NEW YORK (UrduPoint News / Sputnik - 07th January, 2020) Oil prices settled up for a third day in a row after hitting near four-month highs at above $70 per barrel as the US killing of an Iranian general raised fears of war in the world's top hub for crude production.

Brent, the global benchmark for crude, settled up 31 cents, or 0.5 percent, at $68.91 per barrel on Monday as oil traders sent prices higher in the aftermath of the US drone attack near Baghdad airport on Friday that killed Qasem Soleimani, the commander of Iran's Revolutionary Guards' Quds force. However, in post-settlement electronic trade, Brent slipped into negative territory, with traders citing profit-taking.

Oil prices have spiked from a rash of tensions following Soleimani's killing. Iran said it was abandoning limits to uranium enrichment, a step required for making nuclear weapons. Iraq's parliament voted to expel US forces from the country, prompting President Donald Trump to threaten Baghdad with sanctions. Rockets also fell all over Iraq on Monday, with no human casualties reported. Separately, fighting has broken out in Libya.
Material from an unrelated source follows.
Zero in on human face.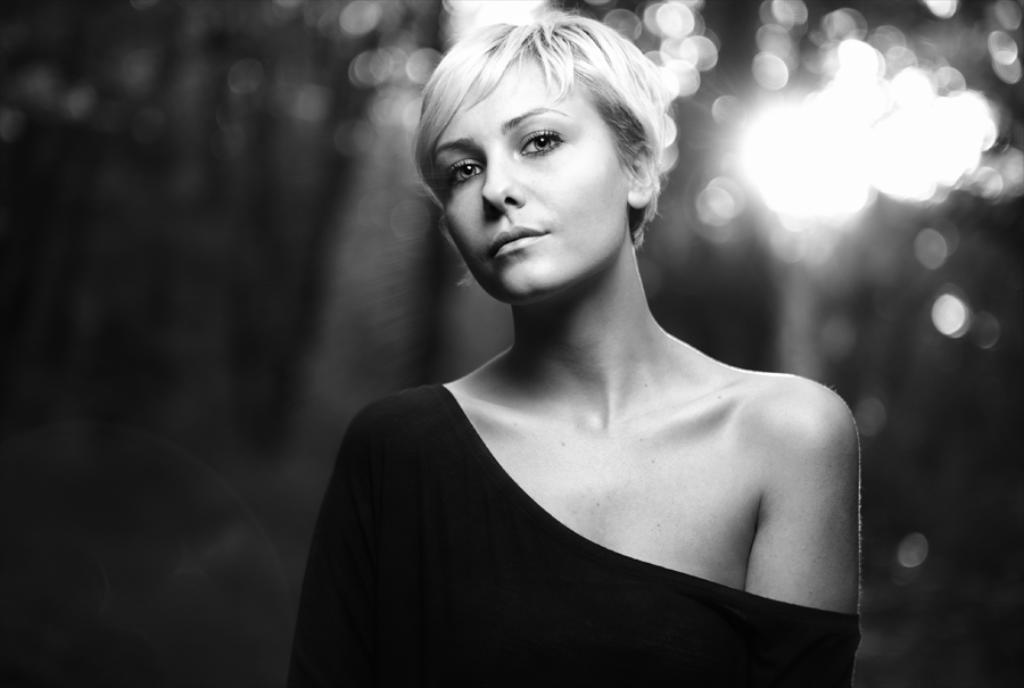
Zeroed in: Rect(437, 53, 630, 296).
Tehran and Washington have, meanwhile, exchanged strike threats. Iran's Supreme Leader Ayatollah Ali Khamenei has vowed "harsh revenge" for Soleimani's death while Trump said he has identified 52 targets in Iran, including sites of cultural prominence, in a plan for a counter attack that may be "disproportionate".
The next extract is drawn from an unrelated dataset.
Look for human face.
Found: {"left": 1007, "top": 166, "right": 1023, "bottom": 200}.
Brent hit a session peak of $70.75 earlier on Monday, responding to the escalating tensions.

The last time the global crude benchmark reached those levels was in the aftermath of the mid-September air raid on Saudi Arabia's oil facilities in Abqaiq, an attack the United States had accused Iran of masterminding.

"The situation today is very different from the attack on Abqaiq," said Olivier Jakob at oil risk consultancy PetroMatrix in Zug, Switzerland. "After the attack on Saudi Arabia, both the US and Saudi Arabia rapidly toned down instead of escalating. The opposite is true today, with both Iran claiming revenge and President Trump threatening to blow Iran apart."
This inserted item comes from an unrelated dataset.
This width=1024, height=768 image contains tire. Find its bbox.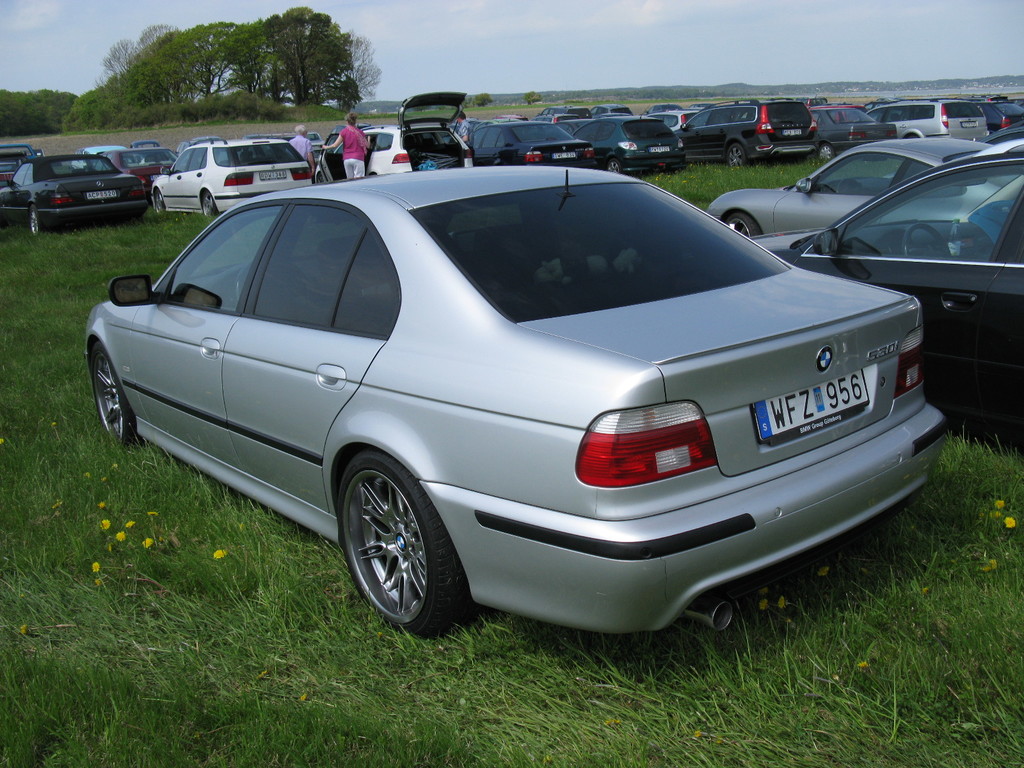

Iran, Iraq and Libya, along with Saudi Arabia, are among the largest oil producers in the middle East, which accounts for 40 percent of the world's crude supply. Oil traders fear a breakout of war will seriously hamper movement of crude from the region to the rest of the world. Middle East crude supplies are already expected to be tighter this year than in 2018 due to sharper production cut pledges by the Organization of the Petroleum Exporting Countries and its top ally Russia under the so-called OPEC+ initiative.

Aside from Brent, West Texas Intermediate (WTI), the US crude benchmark, settled up 22 cents, or 0.3%, at $63.27 per barrel. Earlier on Monday, WTI reached a more than eight-month high at $64.72. Like Brent, WTI also slipped into the negative in Monday's post-settlement electronic trade.

Oil prices closed 2019 with their large gains in three years. Brent rose 24 percent on the year while WTI gained 34 percent.